In Memphis, sewer system workers now have a mobile application to track and note where they have done repairs, and it is updated in real time. Adams describes a tool for city council staff members to map out information such as the location of community organizations as it relates to city council district boundaries. “Secretaries are creating these reports for city council members,” she says.

Integration with workflow

Adams’ vision would be music to the ears of ESRI’s Thomas, who says enterprise GIS really should mean working toward having GIS involved in the entire business process and workflow.

“If I go to a conference and ask a few hundred users if they have enterprise GIS, all the hands go up,” Thomas said. “But it turns out they all mean something slightly different by that term.” Some may mean the central GIS group does all the work for every department. In other cases, a combination of a centralized GIS group and a handful of departments have GIS expertise.

But Thomas looks for a much deeper level of integration. For instance, customer relationship management is a hot topic right now. Most cities or counties start by using it to feed data to a worker who is answering questions for citizens who call in. “But is it integrated into other applications?” Thomas asks. Can GIS route the worker to the source of the call? Can the application that the public works person uses enter changes that are reflected and updated in real time? “That type of support of operations is where the real return on investment comes in,” he adds, “and it has to be part of the fabric of the operation.”
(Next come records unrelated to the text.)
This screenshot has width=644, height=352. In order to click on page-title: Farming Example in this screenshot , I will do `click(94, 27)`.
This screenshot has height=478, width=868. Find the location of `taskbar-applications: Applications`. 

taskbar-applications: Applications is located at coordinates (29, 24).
Gooch, who previously served as GIS manager for San Bernardino County in California, believes that most local governments have a long way to go in developing their enterprise GIS strategy. “The term enterprise GIS is thrown around loosely, but there is a gradation of effectiveness,” he says. “You might ask how many non-GIS analysts are actually using GIS tools every day. That might tell you how enterprise the solution is.”

At the state level

Just like in the city of Memphis, GIS at the state level in Tennessee evolved from stove-piped efforts in six or seven agencies to an enterprise effort supported by a GIS Services division of the Office of Information Resources. The catalyst for the transition has been the creation of a statewide base map, the Tennessee Base Mapping Program, which sought to collect high-resolution aerial photography, elevation data and parcel features for the state.
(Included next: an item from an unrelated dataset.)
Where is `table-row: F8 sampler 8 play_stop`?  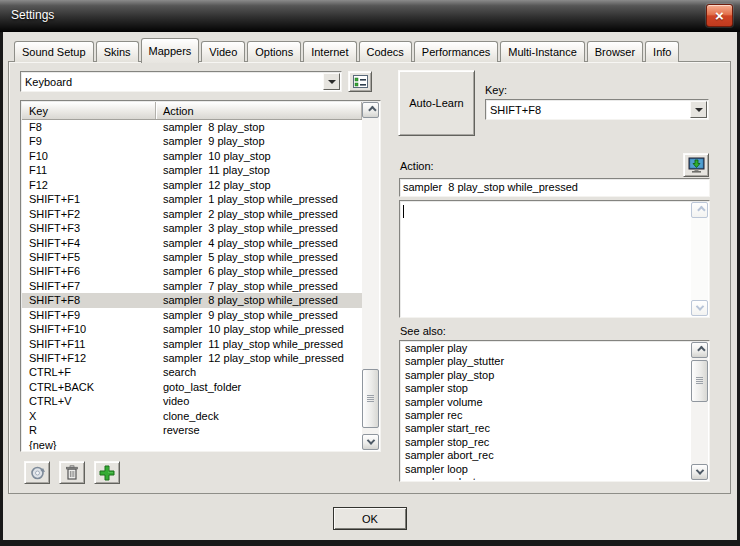 table-row: F8 sampler 8 play_stop is located at coordinates (192, 127).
“It was a massive undertaking,” says Dennis Pedersen director of GIS services for the state. His office initially received funding from the state in 2000 to map 10 of Tennessee’s 95 counties a year. That funding was accelerated in 2004 and 2005, with the base layers completed in 2007. “So we had the data and the organizational framework for enterprise GIS,” he says.

Power users and stewards

Pedersen’s office is developing a service model in which it helps agencies develop applications and hosts them. “Agencies themselves don’t have to buy hardware and software, and they don’t need to hire GIS analysts,” he says. “They acquire those GIS services through us.”